Quick answer: Capture performance and crash data tagged by device from real players, so you can see how your game actually runs on older hardware you don't own.
Your game runs great on your machine, but a big share of players may be on older, weaker devices where it crashes or crawls, and you'd never know from your own testing. Here's how to actually find out how your game performs on old hardware.
You Can't Tell From Your Dev Machine
Your dev machine is a fast, modern configuration; older devices have less memory, weaker GPUs, and older drivers that behave differently. How your game runs for you tells you essentially nothing about how it runs on a five-year-old phone, the only way to know is to look at those devices specifically.
Bugnet captures performance and crashes tagged by device from real players, so you can see how your game runs on the actual older hardware in your player base. Knowing if your game runs well on old devices starts with accepting that 'it's fine for me' isn't evidence.
Look at Crashes and Performance Per Device
The data that answers the question is per-device: the crash rate and frame-time behavior on older hardware specifically. Older devices tend to surface out-of-memory crashes, missing-feature crashes, and poor performance, problems that are invisible on modern hardware but very real for those players.
Bugnet lets you see crashes and performance broken down by device, so older-device problems stand out as a cluster on that hardware. Looking per-device is what reveals whether your game runs well on old devices or quietly fails for a segment of your players.
Decide What to Support With Real Numbers
Once you can see how your game runs on old devices, you can decide what to support based on real numbers: how many of your players are on older hardware, and how badly it runs there. That tells you whether to optimize for old devices, add scalable settings, or set honest minimum specs.
Bugnet's device-tagged data shows how many players are on each device and how they fare, so the support decision is informed rather than a guess. Knowing if your game runs well on old devices is capturing per-device data, looking at it, and using it to decide what to support.
Capture performance and crash data tagged by device, then look at older hardware specifically, your dev machine tells you nothing about it. Use the real numbers to decide what to support.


Your goal:
Give back the whole listing verbatim, printing none of its pictures.

>>>

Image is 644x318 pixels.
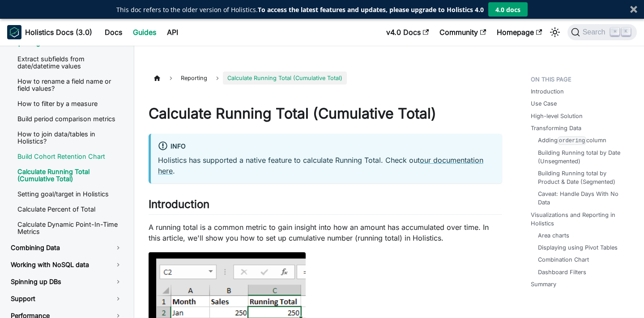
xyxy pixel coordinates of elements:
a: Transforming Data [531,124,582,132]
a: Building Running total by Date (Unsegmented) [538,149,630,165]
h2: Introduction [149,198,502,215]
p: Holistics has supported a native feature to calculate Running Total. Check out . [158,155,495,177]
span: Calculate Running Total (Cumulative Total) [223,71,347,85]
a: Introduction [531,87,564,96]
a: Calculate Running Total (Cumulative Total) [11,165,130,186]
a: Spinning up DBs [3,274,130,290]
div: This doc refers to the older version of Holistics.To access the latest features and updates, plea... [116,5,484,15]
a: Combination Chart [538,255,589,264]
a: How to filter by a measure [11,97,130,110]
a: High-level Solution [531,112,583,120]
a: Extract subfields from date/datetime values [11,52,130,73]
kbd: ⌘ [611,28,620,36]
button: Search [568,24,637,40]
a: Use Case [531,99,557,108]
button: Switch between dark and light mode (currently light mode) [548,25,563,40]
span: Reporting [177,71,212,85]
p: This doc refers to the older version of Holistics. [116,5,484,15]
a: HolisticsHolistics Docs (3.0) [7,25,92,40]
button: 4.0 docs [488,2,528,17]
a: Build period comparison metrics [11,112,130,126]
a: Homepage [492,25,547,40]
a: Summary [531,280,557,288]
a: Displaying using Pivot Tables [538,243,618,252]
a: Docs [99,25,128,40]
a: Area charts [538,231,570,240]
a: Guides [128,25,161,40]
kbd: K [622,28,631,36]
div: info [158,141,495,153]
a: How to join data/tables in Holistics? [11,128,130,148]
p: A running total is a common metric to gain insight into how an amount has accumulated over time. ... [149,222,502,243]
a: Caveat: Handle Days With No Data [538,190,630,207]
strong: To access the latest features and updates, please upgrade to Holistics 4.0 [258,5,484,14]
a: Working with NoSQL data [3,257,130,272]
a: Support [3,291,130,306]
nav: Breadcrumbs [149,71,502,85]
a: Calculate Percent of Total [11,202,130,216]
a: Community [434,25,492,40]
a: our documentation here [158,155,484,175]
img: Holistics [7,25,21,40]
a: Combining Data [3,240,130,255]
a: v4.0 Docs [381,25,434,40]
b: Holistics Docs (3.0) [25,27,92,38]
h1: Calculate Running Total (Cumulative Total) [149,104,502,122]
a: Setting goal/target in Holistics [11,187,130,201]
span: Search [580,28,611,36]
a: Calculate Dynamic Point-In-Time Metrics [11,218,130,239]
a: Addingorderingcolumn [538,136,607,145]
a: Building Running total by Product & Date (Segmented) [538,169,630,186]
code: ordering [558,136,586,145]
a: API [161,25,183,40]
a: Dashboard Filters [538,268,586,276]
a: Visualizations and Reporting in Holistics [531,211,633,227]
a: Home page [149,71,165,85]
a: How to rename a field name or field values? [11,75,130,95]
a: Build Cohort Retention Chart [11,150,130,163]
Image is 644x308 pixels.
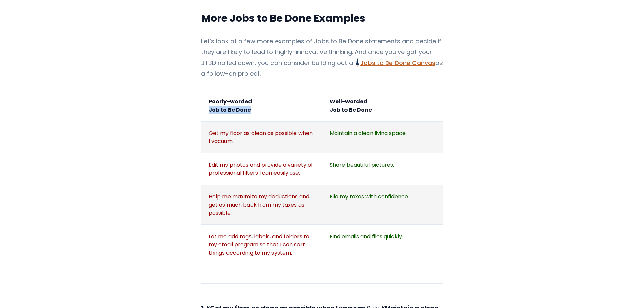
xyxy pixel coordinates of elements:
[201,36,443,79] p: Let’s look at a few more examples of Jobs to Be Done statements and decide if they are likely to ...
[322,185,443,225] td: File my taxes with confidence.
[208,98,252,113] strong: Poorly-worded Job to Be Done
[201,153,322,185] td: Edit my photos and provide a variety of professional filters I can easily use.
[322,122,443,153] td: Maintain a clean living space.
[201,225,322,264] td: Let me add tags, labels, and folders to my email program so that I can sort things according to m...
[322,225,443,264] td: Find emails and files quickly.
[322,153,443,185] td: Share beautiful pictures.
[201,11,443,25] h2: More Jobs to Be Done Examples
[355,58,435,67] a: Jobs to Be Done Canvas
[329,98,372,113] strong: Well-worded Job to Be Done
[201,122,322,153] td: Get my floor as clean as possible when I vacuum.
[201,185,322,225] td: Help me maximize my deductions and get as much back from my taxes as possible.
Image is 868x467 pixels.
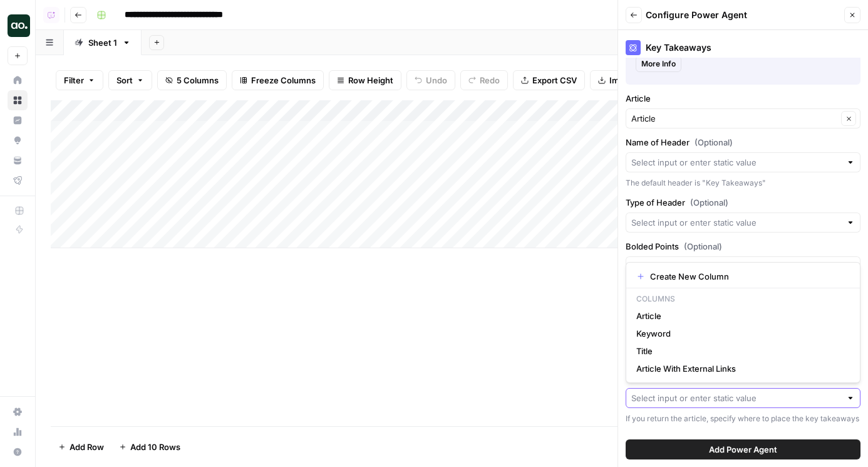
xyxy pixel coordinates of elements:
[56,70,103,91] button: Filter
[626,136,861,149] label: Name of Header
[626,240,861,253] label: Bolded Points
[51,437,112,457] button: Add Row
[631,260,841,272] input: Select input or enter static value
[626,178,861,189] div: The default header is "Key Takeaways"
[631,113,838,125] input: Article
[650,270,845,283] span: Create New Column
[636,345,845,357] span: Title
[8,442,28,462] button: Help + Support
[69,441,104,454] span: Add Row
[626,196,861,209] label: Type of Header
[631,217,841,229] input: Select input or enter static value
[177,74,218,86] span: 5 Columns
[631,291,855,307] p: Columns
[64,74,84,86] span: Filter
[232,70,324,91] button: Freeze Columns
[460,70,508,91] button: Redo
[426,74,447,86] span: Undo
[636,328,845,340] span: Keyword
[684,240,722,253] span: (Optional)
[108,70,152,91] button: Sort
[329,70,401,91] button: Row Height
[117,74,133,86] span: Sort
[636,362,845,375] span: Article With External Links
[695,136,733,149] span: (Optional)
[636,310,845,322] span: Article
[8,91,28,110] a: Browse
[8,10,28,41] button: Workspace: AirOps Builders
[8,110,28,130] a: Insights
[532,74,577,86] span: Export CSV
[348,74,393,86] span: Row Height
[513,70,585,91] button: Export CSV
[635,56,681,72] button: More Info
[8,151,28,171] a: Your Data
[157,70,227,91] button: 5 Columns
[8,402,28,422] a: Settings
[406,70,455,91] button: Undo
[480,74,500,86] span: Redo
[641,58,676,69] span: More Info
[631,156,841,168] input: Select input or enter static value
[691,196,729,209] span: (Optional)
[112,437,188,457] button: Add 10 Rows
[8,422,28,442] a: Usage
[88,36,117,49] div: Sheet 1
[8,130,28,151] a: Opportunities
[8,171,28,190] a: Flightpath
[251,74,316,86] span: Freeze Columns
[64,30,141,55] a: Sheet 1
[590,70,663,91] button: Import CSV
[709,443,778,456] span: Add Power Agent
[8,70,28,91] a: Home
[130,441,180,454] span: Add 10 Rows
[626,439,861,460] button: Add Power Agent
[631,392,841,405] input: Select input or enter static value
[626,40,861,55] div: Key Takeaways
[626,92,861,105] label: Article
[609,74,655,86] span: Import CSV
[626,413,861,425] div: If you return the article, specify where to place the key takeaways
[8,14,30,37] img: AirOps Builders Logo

<<<

Response:
Image is 644x318 pixels.
xyxy pixel coordinates of elements:
a: Transforming Data [531,124,582,132]
a: Building Running total by Date (Unsegmented) [538,149,630,165]
h2: Introduction [149,198,502,215]
p: Holistics has supported a native feature to calculate Running Total. Check out . [158,155,495,177]
span: Calculate Running Total (Cumulative Total) [223,71,347,85]
a: Introduction [531,87,564,96]
a: Calculate Running Total (Cumulative Total) [11,165,130,186]
a: Spinning up DBs [3,274,130,290]
div: This doc refers to the older version of Holistics.To access the latest features and updates, plea... [116,5,484,15]
a: Combination Chart [538,255,589,264]
a: How to filter by a measure [11,97,130,110]
a: High-level Solution [531,112,583,120]
a: Extract subfields from date/datetime values [11,52,130,73]
kbd: ⌘ [611,28,620,36]
button: Search [568,24,637,40]
a: Use Case [531,99,557,108]
button: Switch between dark and light mode (currently light mode) [548,25,563,40]
span: Reporting [177,71,212,85]
p: This doc refers to the older version of Holistics. [116,5,484,15]
a: HolisticsHolistics Docs (3.0) [7,25,92,40]
button: 4.0 docs [488,2,528,17]
a: Build period comparison metrics [11,112,130,126]
a: Homepage [492,25,547,40]
a: Summary [531,280,557,288]
a: Displaying using Pivot Tables [538,243,618,252]
a: Docs [99,25,128,40]
a: Area charts [538,231,570,240]
a: Guides [128,25,161,40]
kbd: K [622,28,631,36]
div: info [158,141,495,153]
a: How to join data/tables in Holistics? [11,128,130,148]
p: A running total is a common metric to gain insight into how an amount has accumulated over time. ... [149,222,502,243]
a: Caveat: Handle Days With No Data [538,190,630,207]
strong: To access the latest features and updates, please upgrade to Holistics 4.0 [258,5,484,14]
a: Working with NoSQL data [3,257,130,272]
a: Support [3,291,130,306]
nav: Breadcrumbs [149,71,502,85]
a: Calculate Percent of Total [11,202,130,216]
a: Community [434,25,492,40]
a: our documentation here [158,155,484,175]
img: Holistics [7,25,21,40]
a: Combining Data [3,240,130,255]
a: v4.0 Docs [381,25,434,40]
b: Holistics Docs (3.0) [25,27,92,38]
h1: Calculate Running Total (Cumulative Total) [149,104,502,122]
a: Setting goal/target in Holistics [11,187,130,201]
span: Search [580,28,611,36]
a: Calculate Dynamic Point-In-Time Metrics [11,218,130,239]
a: Addingorderingcolumn [538,136,607,145]
a: Building Running total by Product & Date (Segmented) [538,169,630,186]
code: ordering [558,136,586,145]
a: API [161,25,183,40]
a: Dashboard Filters [538,268,586,276]
a: Visualizations and Reporting in Holistics [531,211,633,227]
a: Home page [149,71,165,85]
a: How to rename a field name or field values? [11,75,130,95]
a: Build Cohort Retention Chart [11,150,130,163]
Image is 644x308 pixels.
xyxy pixel coordinates of elements:
[201,36,443,79] p: Let’s look at a few more examples of Jobs to Be Done statements and decide if they are likely to ...
[322,185,443,225] td: File my taxes with confidence.
[208,98,252,113] strong: Poorly-worded Job to Be Done
[201,153,322,185] td: Edit my photos and provide a variety of professional filters I can easily use.
[322,122,443,153] td: Maintain a clean living space.
[201,225,322,264] td: Let me add tags, labels, and folders to my email program so that I can sort things according to m...
[322,225,443,264] td: Find emails and files quickly.
[322,153,443,185] td: Share beautiful pictures.
[201,11,443,25] h2: More Jobs to Be Done Examples
[355,58,435,67] a: Jobs to Be Done Canvas
[329,98,372,113] strong: Well-worded Job to Be Done
[201,122,322,153] td: Get my floor as clean as possible when I vacuum.
[201,185,322,225] td: Help me maximize my deductions and get as much back from my taxes as possible.
Image is 868x467 pixels.
xyxy pixel coordinates of elements:
[56,70,103,91] button: Filter
[626,136,861,149] label: Name of Header
[626,240,861,253] label: Bolded Points
[51,437,112,457] button: Add Row
[631,260,841,272] input: Select input or enter static value
[626,178,861,189] div: The default header is "Key Takeaways"
[631,113,838,125] input: Article
[650,270,845,283] span: Create New Column
[636,345,845,357] span: Title
[8,442,28,462] button: Help + Support
[69,441,104,454] span: Add Row
[626,196,861,209] label: Type of Header
[631,217,841,229] input: Select input or enter static value
[177,74,218,86] span: 5 Columns
[631,291,855,307] p: Columns
[64,74,84,86] span: Filter
[232,70,324,91] button: Freeze Columns
[460,70,508,91] button: Redo
[426,74,447,86] span: Undo
[636,328,845,340] span: Keyword
[684,240,722,253] span: (Optional)
[108,70,152,91] button: Sort
[329,70,401,91] button: Row Height
[117,74,133,86] span: Sort
[636,362,845,375] span: Article With External Links
[695,136,733,149] span: (Optional)
[636,310,845,322] span: Article
[8,91,28,110] a: Browse
[8,10,28,41] button: Workspace: AirOps Builders
[8,110,28,130] a: Insights
[532,74,577,86] span: Export CSV
[348,74,393,86] span: Row Height
[513,70,585,91] button: Export CSV
[635,56,681,72] button: More Info
[8,151,28,171] a: Your Data
[157,70,227,91] button: 5 Columns
[8,402,28,422] a: Settings
[406,70,455,91] button: Undo
[480,74,500,86] span: Redo
[641,58,676,69] span: More Info
[631,156,841,168] input: Select input or enter static value
[691,196,729,209] span: (Optional)
[112,437,188,457] button: Add 10 Rows
[8,422,28,442] a: Usage
[88,36,117,49] div: Sheet 1
[8,130,28,151] a: Opportunities
[8,171,28,190] a: Flightpath
[251,74,316,86] span: Freeze Columns
[64,30,141,55] a: Sheet 1
[590,70,663,91] button: Import CSV
[709,443,778,456] span: Add Power Agent
[8,70,28,91] a: Home
[130,441,180,454] span: Add 10 Rows
[626,439,861,460] button: Add Power Agent
[631,392,841,405] input: Select input or enter static value
[626,40,861,55] div: Key Takeaways
[626,92,861,105] label: Article
[609,74,655,86] span: Import CSV
[626,413,861,425] div: If you return the article, specify where to place the key takeaways
[8,14,30,37] img: AirOps Builders Logo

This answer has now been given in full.